The accumulated evidence from our analysis of demographic surveys, recent field research and our first-hand knowledge of policy changes in a large number of settings leads us to the conclusion that the first tier of the three-tier-model (health post, health centre, hospital) of health system services and referrals is not the adequate place for deliveries and newborn care. Close-to-community care centres will continue to be important for many health services but not for deliveries. If safety and other aspects of quality cannot be maintained in such low-volume settings, if women do not want to access low-quality facilities, if transport opportunities increasingly exist, and if most women are already, or will soon be, giving birth in a facility, then it behooves governments and the international community to support models of care that respond appropriately to this new reality.
We propose a shifting of resources that will respond to current and forecasted changes. We make four major policy recommendations. (i) An expansion of investment in mid-tier facilities for delivery services and a shift away from low-volume rural delivery facilities. (ii) Assure access for rural women through funding for transport infrastructure, travel vouchers, targeted subsidies for services, and residence support before and after delivery. (iii) Specialization of maternity facilities and dedicated maternity wards within larger institutions. And (iv) a renewed focus on quality improvements at all levels of delivery facilities, in both private and public settings.
Many of these ideas have been presented before in one form or another. Some, such as dedicated maternity wards, are already enshrined in WHO standards, are the norm in OECD countries, and have been part of calls for global policy attention in previous articles in this journal (Feldman and Hurst 1987; Koblinsky et al. 2006). Others are agreed on, but in the process of refinement; for example the defining signal functions that must be performed regularly in order to assure a clinic’s readiness to offer obstetric care (Gabrysch et al. 2011). Nor is this the first time that changes in evidence have spurred a call for more attention and new strategies to address maternal and child health (Donnay 2000; Campbell and Graham, 2006; Koblinsky et al. 2016). We are encouraged by the knowledge that in the past, global policies have changed as a result of changing practices and more accurate understandings of need. The 1985 Nairobi Conference on Women led to a focus on and expansion of community health workers in many countries. The 1998 Health for All in the 21st Century initiative of WHO and the Millennium Development Goals provided a foundation of support to JSY and other national strategies aimed at increasing facility deliveries. Time and again the global community has proven itself attentive to new evidence on shifting care-seeking and treatment, and resulting in changes in the burden of disease for women and children.

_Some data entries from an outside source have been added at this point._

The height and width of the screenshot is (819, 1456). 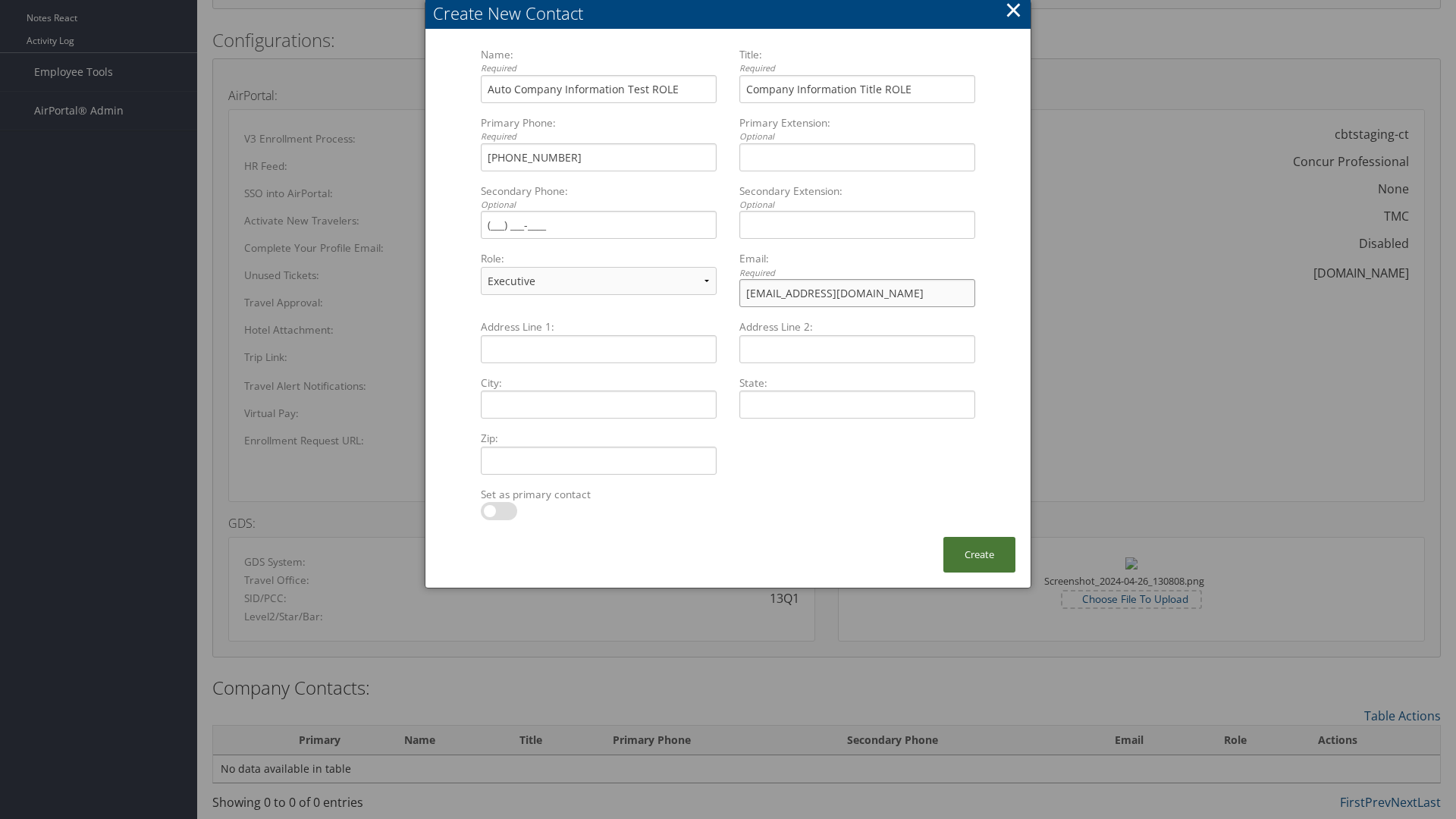 What do you see at coordinates (598, 60) in the screenshot?
I see `label: Name:` at bounding box center [598, 60].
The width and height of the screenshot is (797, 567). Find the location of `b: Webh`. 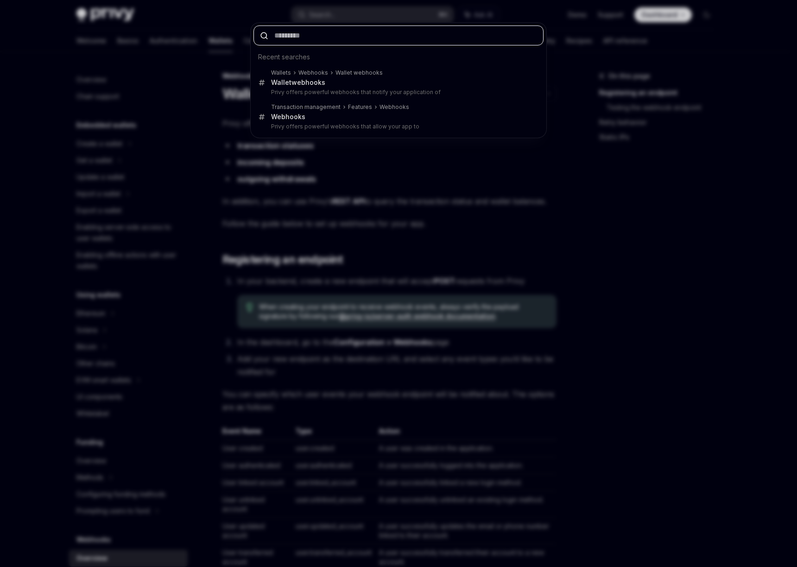

b: Webh is located at coordinates (280, 116).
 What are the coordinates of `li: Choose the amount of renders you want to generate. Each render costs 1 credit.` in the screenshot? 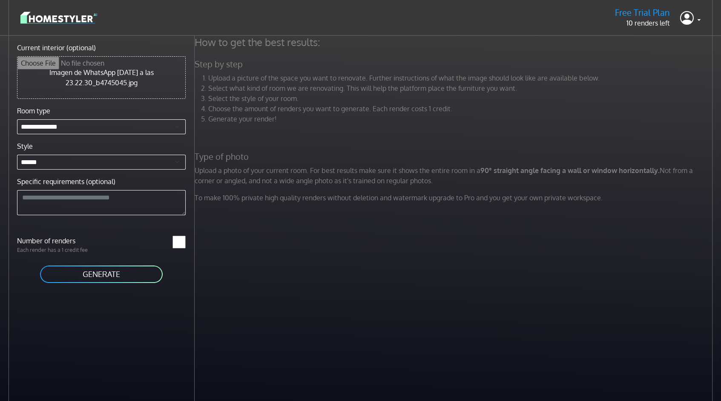 It's located at (461, 109).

Improvements to health occur within a system, and while our focus here is on delivery services, we recognize that the changes are contextual (Kruk et al. 2016). Health system improvements must respond to both the population served and where people go to access healthcare. The evidence shows clearly that maternal delivery norms have shifted in the past years, and that a matching shift in policies is needed to reap the health benefits which are now within reach. We need more research and more evidence, new policies should be piloted, their impact assessed, and adaptations appropriate for country context planned for. But most importantly, we need to acknowledge the changed environment and in response begin planning for changes in the health systems.
Acknowledgements
We acknowledge the input and suggestions from: Priya Agrawal, Pierre Barker, Paulin Basinga, Naomi Beyeler, Randive Bharat, Elizabeth Butrick, Ayesha De Costa, Judith Helzner, Petra ten Hoope-Bender, Ana Langer, Gillian Mann, Elizabeth McClure, Sanjay Mohanty, Cheryl Moyer, Rose Mpembeni, Malabika Sarker, Kate Somers, Nana Twum Danso, Steve Wall, and Mariam Cleason.
Funding
This work was partially supported by a grant from the Bill and Melinda Gates Foundation.
Conflict of interest statement. None declared.